Harbin's Fallen Tree Crushes Cars, Breaks Internet
A tree fell on some cars in Harbin and got 794K engagements on Toutiao. Here's why that seemingly boring story reveals everything about Chinese content culture.

A tree fell on some cars in Harbin and got 794K engagements on Toutiao. Here's why that seemingly boring story reveals everything about Chinese content culture.

Deng Chao crashed a proposal at Beijing's iconic Workers' Stadium, and 1.1 million Toutiao engagements later, we have the perfect lens into Chinese celebrity culture, viral content economics, and why Gongti still matters.

Andy Lau's private wife Carol Chu was allegedly spotted grocery shopping — and 1.4 million Toutiao engagements later, we explore why supermarket celebrity sightings reveal the soul of Chinese internet culture.

Zhang Linghe's brand event turned into chaos as fans overwhelmed security, sparking a massive online debate about who's responsible when China's algorithmically-supercharged fan culture meets inadequate crowd control.

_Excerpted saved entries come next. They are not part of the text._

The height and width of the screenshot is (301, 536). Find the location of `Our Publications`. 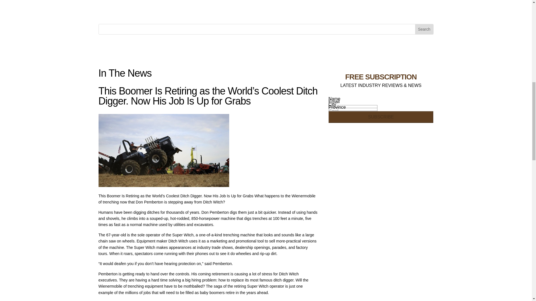

Our Publications is located at coordinates (232, 12).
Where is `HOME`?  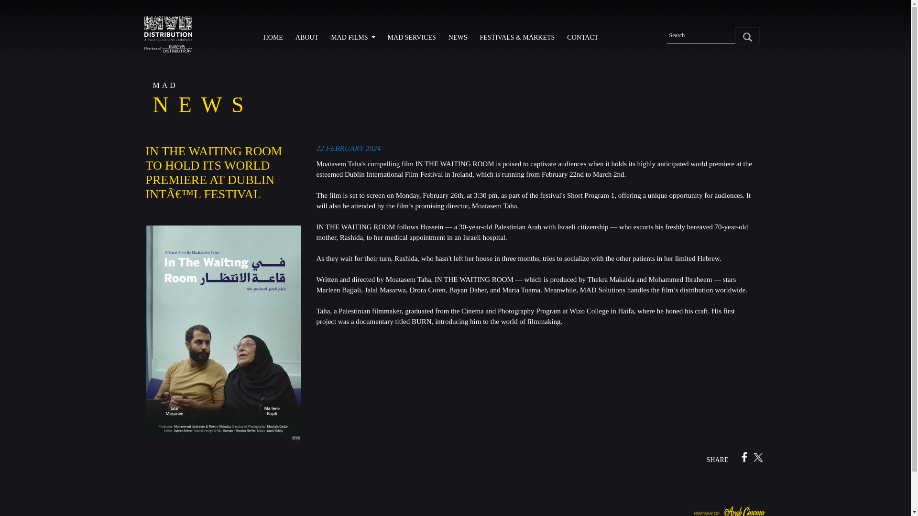 HOME is located at coordinates (275, 37).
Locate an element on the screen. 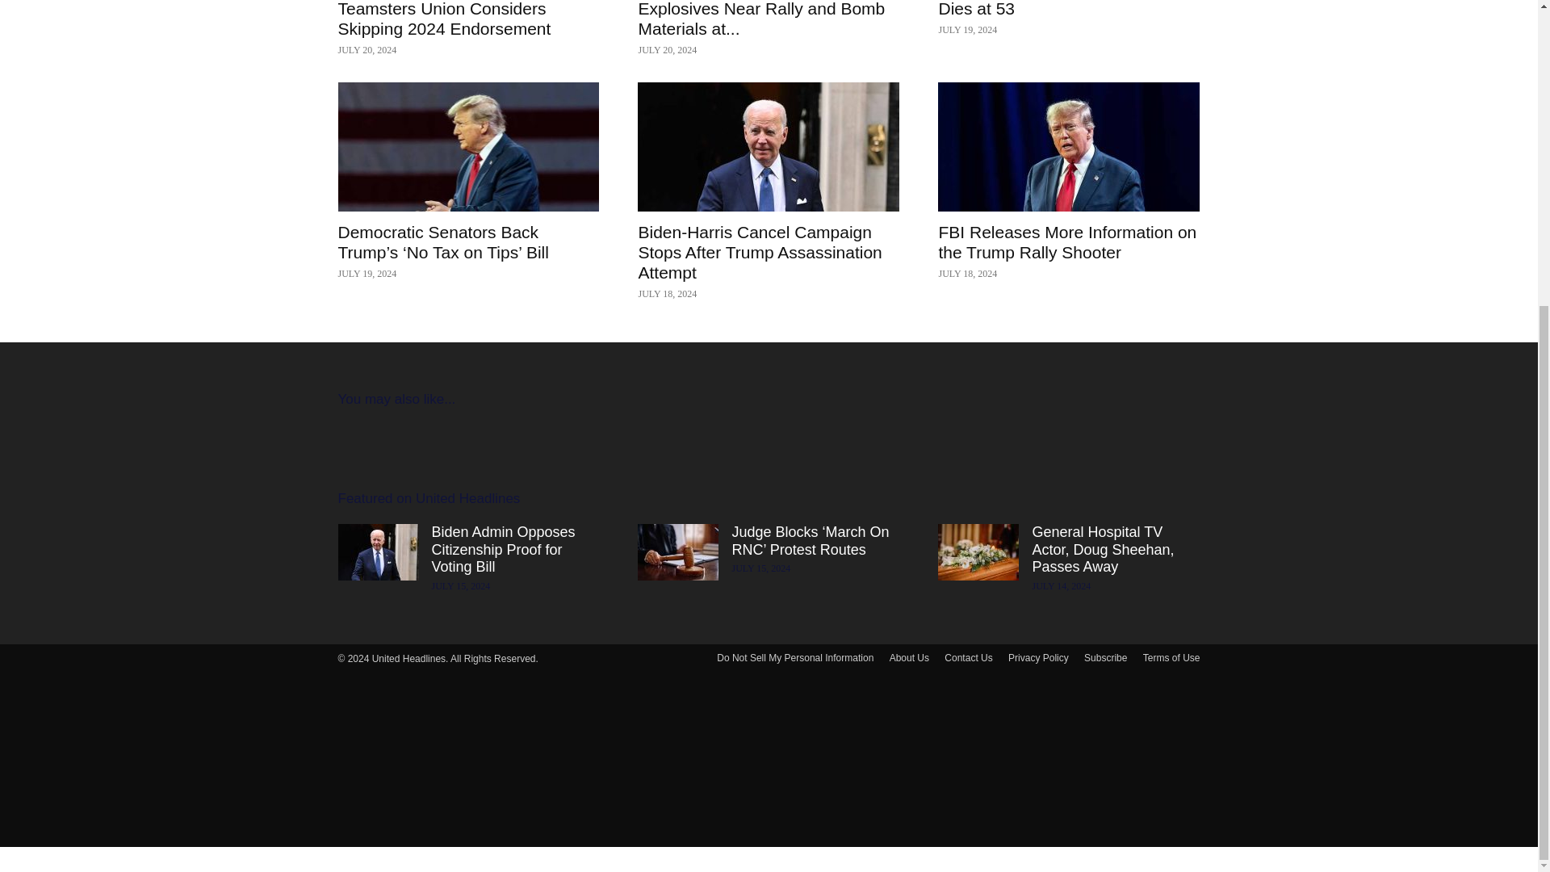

Shanghai Sharks are one win from their first CBA title since 2002, and nearly 5M Toutiao heat points show China's sports fandom is a full-blown content ecosystem — not just spectator sport.

China's internet is obsessed with Shi Ming, a TCM doctor who just won her first UFC fight. By day: herbal prescriptions. By night: cage fighting. The duality is peak Chinese internet culture.

A drunk man's dangerous overpass stunt hit 2.5M views on Toutiao, revealing how China's attention economy turns every bad decision into viral entertainment — and what the comment section says about Chinese society.

A premium Chinese ice cream that claimed 'not a single drop of water' got exposed — water was ingredient #1. The latest battle in China's guerrilla war on food marketing BS.

An NBA referee assignment just hit 4.1 million on Toutiao — revealing China's massive sports betting underground, content creation economy, and algorithmic amplification culture all colliding over basketball.

With 23M+ engagements on Toutiao, China's shift from buying products to buying experiences reveals a consumer revolution powered by short-video platforms, IP mania, and the desperate pursuit of content-worthy moments.